What the justices did would have been unthinkable in prior military conflicts: intervening in the military decisions of the President and Congress. They replaced his wartime judgment and Congress's support with their own speculation that open trials would not run intelligence risks. Their decision to impose specific rules and override political judgments about military necessity mistakes war—inherently unpredictable, and where our government must act quickly and sometimes secretly to protect national security—for the familiarity of the criminal justice system.

Two years ago, the same justices declared they would review the military's detention of terrorists at Guantanamo Bay. Congress and the President expended time and energy to overrule them. Hamdan will force our elected leaders to go through the same exercise again, effort better spent preventing the next terrorist attack.

These questions still confront us, and they are not going to go away. They do not have easy answers, despite the claims of critics. All these questions require a careful balancing of considerations and predictions about the future. Those who must decide in the future, both Republicans and Democrats, need to make their decisions on the merits of the potential outcome, rather than out of fear of political demonization in the press.

During George Washington's administration, the question of whether to ratify the Jay Treaty with Great Britain divided the Framers of the Constitution. A private citizen at the time, Alexander Hamilton published a series of defenses of President Washington and the treaty under a pseudonym in the newspapers. Thomas Jefferson, a Washington critic, urged James Madison to write against Hamilton in response. "For god's sake take up your pen," he implored Madison. Of Hamilton, Jefferson wrote: "Hamilton is really a colossus to the antirepublican party. Without numbers, he is an host within himself."[1] I decided to take Hamilton as my role model. I spoke and wrote constantly to defend the policies on the war on terrorism, even if the Bush administration would not. Since leaving government, I have written almost twenty opinion pieces in newspapers such as the Wall Street Journal and the Los Angeles Times discussing terrorism policy, and have spoken at more than seventy panels, workshops, forums, and debates on the subject.

Aside from leaving me tired of traveling, these debates and speeches showed me the need to write this book. I consistently found genuine confusion and misunderstanding about the administration's terrorism policies and the nature of al Qaeda. I also found that many people have an exaggerated view of the role of law. Law is critically important to our society generally, and to the war on terrorism. But the law is not the end of a matter; indeed, it is often the beginning. Sometimes people look to the law as if it were a religion or a fully articulated ethical code that will make these decisions for us, relieving us of the difficult job of making a choice.

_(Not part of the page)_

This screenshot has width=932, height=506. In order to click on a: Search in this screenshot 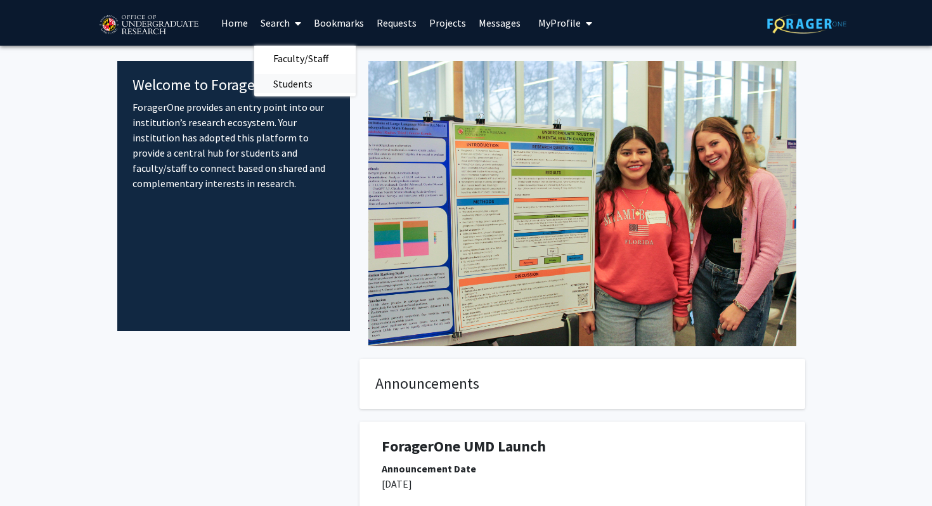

The law sets the rules of the playing field, but it does not set policy within that field.

Our nation continues to face many tough choices in the war on terrorism. We are not unique; they are the same choices other democracies have had to confront. But there are some things that are different: We (along with Israel) are the first to face a terrorist enemy intent on carrying out the catastrophic destruction of our nation; we also have at our command new technologies that enhance our ability to stop them. Our government must take these changes into account when striking the balance between pursuing terrorists and protecting America, without damaging the civil liberties of the society they are protecting. We need to have a more informed debate to best defend our country. This book is my effort to help us toward that goal.